Claire R. Strong maintains a 78% lifetime approval rate over 22,027 decisions, higher than the 58% national average. In the most recent reporting period, your approval rate reached 90%, which is 20 points above the national average. These figures reflect past decisions rather than a prediction for your specific hearing. An attorney can help you prepare for this judge's specific bench.
This page presents publicly available SSA Office of Hearings Operations disposition data, with no editorial rating or evaluation. ALJs are independent decisionmakers; aggregate statistics describe past patterns, not predictions of how any individual case will be decided. Information here is provided for hearing preparation, not as legal advice.
Approval rates
Comparing a judge's history to broader benchmarks provides context for your upcoming hearing. Judge Strong’s lifetime approval rate of 78% is higher than the latest national average of 58% and the Montgomery office average of 69%. These figures are derived from 22,027 lifetime decisions. Aggregate rates describe past decisions, not predictions for your individual hearing.
Office- and national-level breakdowns of fully favorable vs denial rates aren't currently published by SSA in the per-office disposition data. The judge's own breakdown is the detail we have today.
Approval rate over time
Year-over-year approval rate across Judge Strong's docket. Annual rates fluctuate with the mix of cases SSA assigns; the longer-run pattern is more informative than any single year.
Decision pattern
Over a 10-year tenure, Judge Strong has demonstrated a consistent upward trend in approval rates. Starting at 68% in 2016, the rate has climbed to 90% in the most recent reporting period. This shift reflects a pattern of increasing allowance rates over the last decade. The recent data shows a continuation of this trend, which may be influenced by changes in case evidence or the specific types of claims presented to the court.
Preparing for an SSDI hearing
The guidance below applies to any SSDI hearing, not specifically to Judge Strong's bench. Judge-specific preparation guidance requires a corpus of public Appeals Council decisions involving each judge, which we haven't built yet.
- Bring a clean treating-physician record. Longitudinal primary-care or specialist notes spanning the disability period, with consistent symptom documentation, are typically the strongest evidence at hearing. A single month's records usually aren't enough.
- Don't rely on consultative exams alone. If your medical evidence is built primarily around a one-time CE finding, expect detailed questioning. Supplement with treating-source statements where possible.
- Prepare for daily-activity questions. Have honest, specific answers about a typical day. Answers that conflict with the medical record (in either direction) tend to hurt credibility.
- Expect transferable-skills probing. A vocational expert will usually testify about jobs available to someone with your limitations. Your representative should be prepared to cross-examine.
Hearing with Judge Strong? Free, confidential — see if you qualify for SSDI.
Free Benefits ReviewAbout the Montgomery hearing office
The Montgomery Hearing Office serves you and other claimants across Alabama, managing a high volume of disability cases. With a bench of 6 judges, the office maintains an office-wide latest approval rate of 69%. You can expect a formal administrative process focused on your medical evidence and vocational testimony. You can view the Montgomery Hearing Office page for the full ALJ roster.
Other judges at this hearing office
The Social Security Administration uses a workload-balancing algorithm to assign cases, meaning the judge you are assigned is essentially random. Within the Montgomery office, lifetime approval rates among the bench range from 53% to 78%. Because you cannot choose your judge, understanding the office-wide environment is helpful. Your preparation remains the same regardless of which judge is assigned to your case.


_ASSIGNMENT_
Leaving out all pictures, return the records word for word.

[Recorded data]

=====

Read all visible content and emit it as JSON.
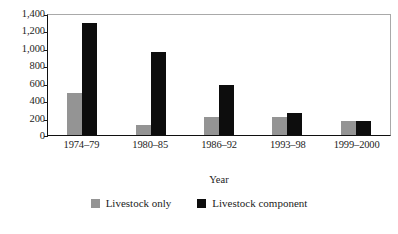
{
  "chart_data": {
    "type": "bar",
    "title": "",
    "subtitle": "",
    "xlabel": "Year",
    "ylabel": "",
    "categories": [
      "1974–79",
      "1980–85",
      "1986–92",
      "1993–98",
      "1999–2000"
    ],
    "series": [
      {
        "name": "Livestock only",
        "color": "#949494",
        "values": [
          480,
          120,
          210,
          210,
          165
        ]
      },
      {
        "name": "Livestock component",
        "color": "#0d0d0d",
        "values": [
          1290,
          955,
          575,
          250,
          165
        ]
      }
    ],
    "ylim": [
      0,
      1400
    ],
    "ytick_values": [
      0,
      200,
      400,
      600,
      800,
      1000,
      1200,
      1400
    ],
    "ytick_labels": [
      "0",
      "200",
      "400",
      "600",
      "800",
      "1,000",
      "1,200",
      "1,400"
    ],
    "grid": false,
    "legend_position": "bottom-center",
    "bar_style": "grouped"
  },
  "axis": {
    "y_labels": [
      "1,400",
      "1,200",
      "1,000",
      "800",
      "600",
      "400",
      "200",
      "0"
    ],
    "x_labels": [
      "1974–79",
      "1980–85",
      "1986–92",
      "1993–98",
      "1999–2000"
    ],
    "x_title": "Year"
  },
  "legend": {
    "items": [
      {
        "label": "Livestock only",
        "color": "#949494"
      },
      {
        "label": "Livestock component",
        "color": "#0d0d0d"
      }
    ]
  },
  "caption": {
    "partial_text": ""
  }
}
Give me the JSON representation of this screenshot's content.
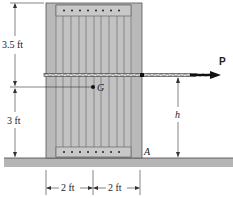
{
  "figure": {
    "labels": {
      "force": "P",
      "center_of_gravity": "G",
      "corner_point": "A",
      "height_var": "h"
    },
    "dimensions": {
      "upper_left_height": "3.5 ft",
      "lower_left_height": "3 ft",
      "bottom_left_width": "2 ft",
      "bottom_right_width": "2 ft"
    },
    "colors": {
      "crate_fill": "#b9b9b9",
      "crate_inner": "#c4c4c4",
      "plank_line": "#6e6e6e",
      "ground_fill": "#b5b5b5",
      "line": "#222222",
      "background": "#ffffff"
    }
  }
}
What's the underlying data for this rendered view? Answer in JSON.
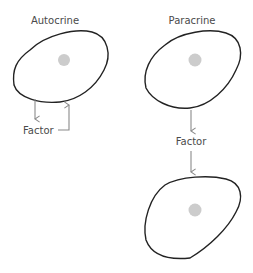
{
  "diagram": {
    "panels": [
      {
        "title": "Autocrine",
        "factor_label": "Factor"
      },
      {
        "title": "Paracrine",
        "factor_label": "Factor"
      }
    ],
    "colors": {
      "cell_outline": "#222222",
      "nucleus": "#cccccc",
      "arrow": "#8a8a8a",
      "text": "#4a4a4a"
    }
  }
}
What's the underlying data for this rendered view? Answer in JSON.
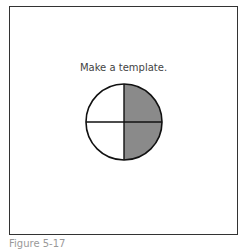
{
  "prompt": "Make a template.",
  "caption": "Figure 5-17",
  "circle": {
    "quadrants": [
      {
        "position": "top-left",
        "shaded": false
      },
      {
        "position": "top-right",
        "shaded": true
      },
      {
        "position": "bottom-right",
        "shaded": true
      },
      {
        "position": "bottom-left",
        "shaded": false
      }
    ],
    "shade_color": "#8a8a8a"
  }
}
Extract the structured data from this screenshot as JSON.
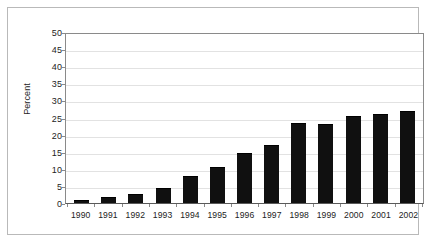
{
  "chart_data": {
    "type": "bar",
    "title": "",
    "subtitle": "",
    "xlabel": "",
    "ylabel": "Percent",
    "categories": [
      "1990",
      "1991",
      "1992",
      "1993",
      "1994",
      "1995",
      "1996",
      "1997",
      "1998",
      "1999",
      "2000",
      "2001",
      "2002"
    ],
    "values": [
      1,
      1.7,
      2.6,
      4.5,
      8,
      10.5,
      14.5,
      17,
      23.5,
      23,
      25.5,
      26,
      27
    ],
    "ylim": [
      0,
      50
    ],
    "ytick_step": 5,
    "yticks": [
      "50",
      "45",
      "40",
      "35",
      "30",
      "25",
      "20",
      "15",
      "10",
      "5",
      "0"
    ],
    "ytick_values": [
      50,
      45,
      40,
      35,
      30,
      25,
      20,
      15,
      10,
      5,
      0
    ],
    "grid": true,
    "grid_axis": "y",
    "legend": null,
    "legend_position": "none",
    "bar_color": "#101010",
    "grid_color": "#e2e2e2",
    "axis_color": "#8a8a8a",
    "text_color": "#232323",
    "background_color": "#ffffff",
    "annotations": []
  }
}
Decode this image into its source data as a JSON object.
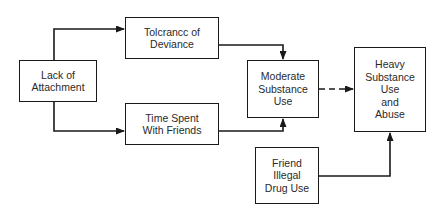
{
  "diagram": {
    "type": "flow",
    "nodes": [
      {
        "id": "lack",
        "label": "Lack of\nAttachment"
      },
      {
        "id": "tolerance",
        "label": "Tolcrancc of\nDeviance"
      },
      {
        "id": "time",
        "label": "Time Spent\nWith Friends"
      },
      {
        "id": "moderate",
        "label": "Moderate\nSubstance\nUse"
      },
      {
        "id": "heavy",
        "label": "Heavy\nSubstance\nUse\nand\nAbuse"
      },
      {
        "id": "friend",
        "label": "Friend\nIllegal\nDrug Use"
      }
    ],
    "edges": [
      {
        "from": "lack",
        "to": "tolerance",
        "style": "solid"
      },
      {
        "from": "lack",
        "to": "time",
        "style": "solid"
      },
      {
        "from": "tolerance",
        "to": "moderate",
        "style": "solid"
      },
      {
        "from": "time",
        "to": "moderate",
        "style": "solid"
      },
      {
        "from": "moderate",
        "to": "heavy",
        "style": "dashed"
      },
      {
        "from": "friend",
        "to": "heavy",
        "style": "solid"
      }
    ],
    "colors": {
      "line": "#1a1a1a",
      "text": "#2a2a2a",
      "background": "#ffffff"
    }
  }
}
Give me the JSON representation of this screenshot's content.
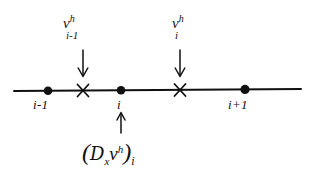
{
  "figure": {
    "background_color": "#ffffff",
    "ink_color": "#111111",
    "axis": {
      "y": 90,
      "x_start": 14,
      "x_end": 301,
      "stroke_width": 2
    },
    "nodes": [
      {
        "id": "node-i-minus-1",
        "label": "i-1",
        "x": 48,
        "marker": "filled-dot"
      },
      {
        "id": "node-i",
        "label": "i",
        "x": 121,
        "marker": "filled-dot"
      },
      {
        "id": "node-i-plus-1",
        "label": "i+1",
        "x": 245,
        "marker": "filled-dot"
      }
    ],
    "half_nodes": [
      {
        "id": "half-node-left",
        "x": 83,
        "marker": "x-cross"
      },
      {
        "id": "half-node-right",
        "x": 180,
        "marker": "x-cross"
      }
    ],
    "value_labels": [
      {
        "id": "value-label-left",
        "base": "v",
        "superscript": "h",
        "subscript": "i-1",
        "x": 63,
        "y": 16,
        "arrow": {
          "direction": "down",
          "x": 83,
          "y_start": 48,
          "y_end": 76
        }
      },
      {
        "id": "value-label-right",
        "base": "v",
        "superscript": "h",
        "subscript": "i",
        "x": 172,
        "y": 16,
        "arrow": {
          "direction": "down",
          "x": 180,
          "y_start": 48,
          "y_end": 76
        }
      }
    ],
    "operator_label": {
      "id": "operator-expression",
      "open_paren": "(",
      "operator": "D",
      "operator_subscript": "x",
      "operand": "v",
      "operand_superscript": "h",
      "close_paren": ")",
      "outer_subscript": "i",
      "x": 82,
      "y": 140,
      "arrow": {
        "direction": "up",
        "x": 121,
        "y_start": 134,
        "y_end": 110
      }
    }
  }
}
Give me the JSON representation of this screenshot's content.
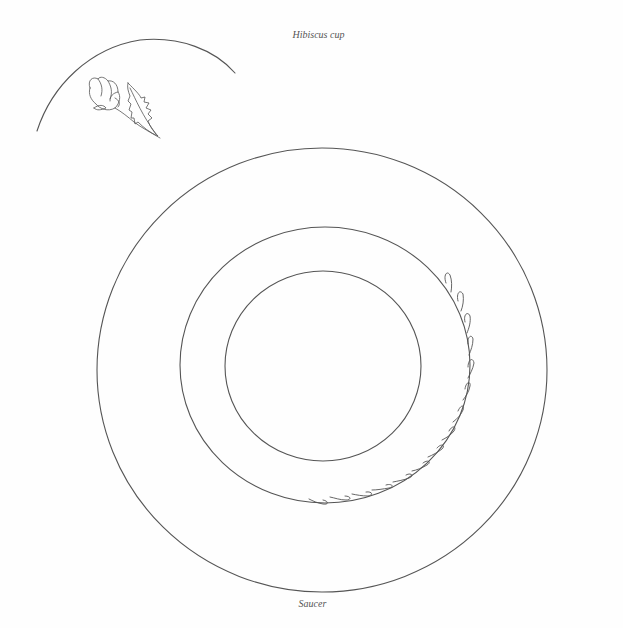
{
  "diagram": {
    "title": "Hibiscus cup",
    "caption": "Saucer",
    "stroke_color": "#555555",
    "background": "#fefefe",
    "cup_sketch": {
      "shape": "partial rim arc",
      "motif": "hibiscus bud with serrated leaf"
    },
    "saucer": {
      "rings": [
        {
          "name": "outer-rim",
          "cx": 322,
          "cy": 370,
          "rx": 225,
          "ry": 222
        },
        {
          "name": "middle-well",
          "cx": 325,
          "cy": 365,
          "rx": 145,
          "ry": 138
        },
        {
          "name": "inner-center",
          "cx": 323,
          "cy": 366,
          "rx": 98,
          "ry": 95
        }
      ],
      "decoration": "teardrop leaf border along lower-right of middle ring"
    }
  }
}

=====

_ANSWER FOR THE TASK_
Read all visible content and emit it as JSON.
{
  "chart_data": {
    "type": "bar",
    "title": "",
    "subtitle": "",
    "xlabel": "Year",
    "ylabel": "",
    "categories": [
      "1974–79",
      "1980–85",
      "1986–92",
      "1993–98",
      "1999–2000"
    ],
    "series": [
      {
        "name": "Livestock only",
        "color": "#949494",
        "values": [
          480,
          120,
          210,
          210,
          165
        ]
      },
      {
        "name": "Livestock component",
        "color": "#0d0d0d",
        "values": [
          1290,
          955,
          575,
          250,
          165
        ]
      }
    ],
    "ylim": [
      0,
      1400
    ],
    "ytick_values": [
      0,
      200,
      400,
      600,
      800,
      1000,
      1200,
      1400
    ],
    "ytick_labels": [
      "0",
      "200",
      "400",
      "600",
      "800",
      "1,000",
      "1,200",
      "1,400"
    ],
    "grid": false,
    "legend_position": "bottom-center",
    "bar_style": "grouped"
  },
  "axis": {
    "y_labels": [
      "1,400",
      "1,200",
      "1,000",
      "800",
      "600",
      "400",
      "200",
      "0"
    ],
    "x_labels": [
      "1974–79",
      "1980–85",
      "1986–92",
      "1993–98",
      "1999–2000"
    ],
    "x_title": "Year"
  },
  "legend": {
    "items": [
      {
        "label": "Livestock only",
        "color": "#949494"
      },
      {
        "label": "Livestock component",
        "color": "#0d0d0d"
      }
    ]
  },
  "caption": {
    "partial_text": ""
  }
}
Give me the JSON representation of this screenshot's content.
{
  "figure": {
    "labels": {
      "force": "P",
      "center_of_gravity": "G",
      "corner_point": "A",
      "height_var": "h"
    },
    "dimensions": {
      "upper_left_height": "3.5 ft",
      "lower_left_height": "3 ft",
      "bottom_left_width": "2 ft",
      "bottom_right_width": "2 ft"
    },
    "colors": {
      "crate_fill": "#b9b9b9",
      "crate_inner": "#c4c4c4",
      "plank_line": "#6e6e6e",
      "ground_fill": "#b5b5b5",
      "line": "#222222",
      "background": "#ffffff"
    }
  }
}
What's the underlying data for this rendered view? Answer in JSON.
{
  "diagram": {
    "panels": [
      {
        "title": "Autocrine",
        "factor_label": "Factor"
      },
      {
        "title": "Paracrine",
        "factor_label": "Factor"
      }
    ],
    "colors": {
      "cell_outline": "#222222",
      "nucleus": "#cccccc",
      "arrow": "#8a8a8a",
      "text": "#4a4a4a"
    }
  }
}
What's the underlying data for this rendered view? Answer in JSON.
{
  "prompt": "Make a template.",
  "caption": "Figure 5-17",
  "circle": {
    "quadrants": [
      {
        "position": "top-left",
        "shaded": false
      },
      {
        "position": "top-right",
        "shaded": true
      },
      {
        "position": "bottom-right",
        "shaded": true
      },
      {
        "position": "bottom-left",
        "shaded": false
      }
    ],
    "shade_color": "#8a8a8a"
  }
}
Extract the structured data from this screenshot as JSON.
{
  "chart_data": {
    "type": "bar",
    "title": "",
    "subtitle": "",
    "xlabel": "",
    "ylabel": "Percent",
    "categories": [
      "1990",
      "1991",
      "1992",
      "1993",
      "1994",
      "1995",
      "1996",
      "1997",
      "1998",
      "1999",
      "2000",
      "2001",
      "2002"
    ],
    "values": [
      1,
      1.7,
      2.6,
      4.5,
      8,
      10.5,
      14.5,
      17,
      23.5,
      23,
      25.5,
      26,
      27
    ],
    "ylim": [
      0,
      50
    ],
    "ytick_step": 5,
    "yticks": [
      "50",
      "45",
      "40",
      "35",
      "30",
      "25",
      "20",
      "15",
      "10",
      "5",
      "0"
    ],
    "ytick_values": [
      50,
      45,
      40,
      35,
      30,
      25,
      20,
      15,
      10,
      5,
      0
    ],
    "grid": true,
    "grid_axis": "y",
    "legend": null,
    "legend_position": "none",
    "bar_color": "#101010",
    "grid_color": "#e2e2e2",
    "axis_color": "#8a8a8a",
    "text_color": "#232323",
    "background_color": "#ffffff",
    "annotations": []
  }
}
Decode this image into its source data as a JSON object.
{
  "diagram": {
    "type": "flow",
    "nodes": [
      {
        "id": "lack",
        "label": "Lack of\nAttachment"
      },
      {
        "id": "tolerance",
        "label": "Tolcrancc of\nDeviance"
      },
      {
        "id": "time",
        "label": "Time Spent\nWith Friends"
      },
      {
        "id": "moderate",
        "label": "Moderate\nSubstance\nUse"
      },
      {
        "id": "heavy",
        "label": "Heavy\nSubstance\nUse\nand\nAbuse"
      },
      {
        "id": "friend",
        "label": "Friend\nIllegal\nDrug Use"
      }
    ],
    "edges": [
      {
        "from": "lack",
        "to": "tolerance",
        "style": "solid"
      },
      {
        "from": "lack",
        "to": "time",
        "style": "solid"
      },
      {
        "from": "tolerance",
        "to": "moderate",
        "style": "solid"
      },
      {
        "from": "time",
        "to": "moderate",
        "style": "solid"
      },
      {
        "from": "moderate",
        "to": "heavy",
        "style": "dashed"
      },
      {
        "from": "friend",
        "to": "heavy",
        "style": "solid"
      }
    ],
    "colors": {
      "line": "#1a1a1a",
      "text": "#2a2a2a",
      "background": "#ffffff"
    }
  }
}
Give me the JSON representation of this screenshot's content.
{
  "figure": {
    "background_color": "#ffffff",
    "ink_color": "#111111",
    "axis": {
      "y": 90,
      "x_start": 14,
      "x_end": 301,
      "stroke_width": 2
    },
    "nodes": [
      {
        "id": "node-i-minus-1",
        "label": "i-1",
        "x": 48,
        "marker": "filled-dot"
      },
      {
        "id": "node-i",
        "label": "i",
        "x": 121,
        "marker": "filled-dot"
      },
      {
        "id": "node-i-plus-1",
        "label": "i+1",
        "x": 245,
        "marker": "filled-dot"
      }
    ],
    "half_nodes": [
      {
        "id": "half-node-left",
        "x": 83,
        "marker": "x-cross"
      },
      {
        "id": "half-node-right",
        "x": 180,
        "marker": "x-cross"
      }
    ],
    "value_labels": [
      {
        "id": "value-label-left",
        "base": "v",
        "superscript": "h",
        "subscript": "i-1",
        "x": 63,
        "y": 16,
        "arrow": {
          "direction": "down",
          "x": 83,
          "y_start": 48,
          "y_end": 76
        }
      },
      {
        "id": "value-label-right",
        "base": "v",
        "superscript": "h",
        "subscript": "i",
        "x": 172,
        "y": 16,
        "arrow": {
          "direction": "down",
          "x": 180,
          "y_start": 48,
          "y_end": 76
        }
      }
    ],
    "operator_label": {
      "id": "operator-expression",
      "open_paren": "(",
      "operator": "D",
      "operator_subscript": "x",
      "operand": "v",
      "operand_superscript": "h",
      "close_paren": ")",
      "outer_subscript": "i",
      "x": 82,
      "y": 140,
      "arrow": {
        "direction": "up",
        "x": 121,
        "y_start": 134,
        "y_end": 110
      }
    }
  }
}
Give me the JSON representation of this screenshot's content.
{
  "diagram": {
    "title": "Hibiscus cup",
    "caption": "Saucer",
    "stroke_color": "#555555",
    "background": "#fefefe",
    "cup_sketch": {
      "shape": "partial rim arc",
      "motif": "hibiscus bud with serrated leaf"
    },
    "saucer": {
      "rings": [
        {
          "name": "outer-rim",
          "cx": 322,
          "cy": 370,
          "rx": 225,
          "ry": 222
        },
        {
          "name": "middle-well",
          "cx": 325,
          "cy": 365,
          "rx": 145,
          "ry": 138
        },
        {
          "name": "inner-center",
          "cx": 323,
          "cy": 366,
          "rx": 98,
          "ry": 95
        }
      ],
      "decoration": "teardrop leaf border along lower-right of middle ring"
    }
  }
}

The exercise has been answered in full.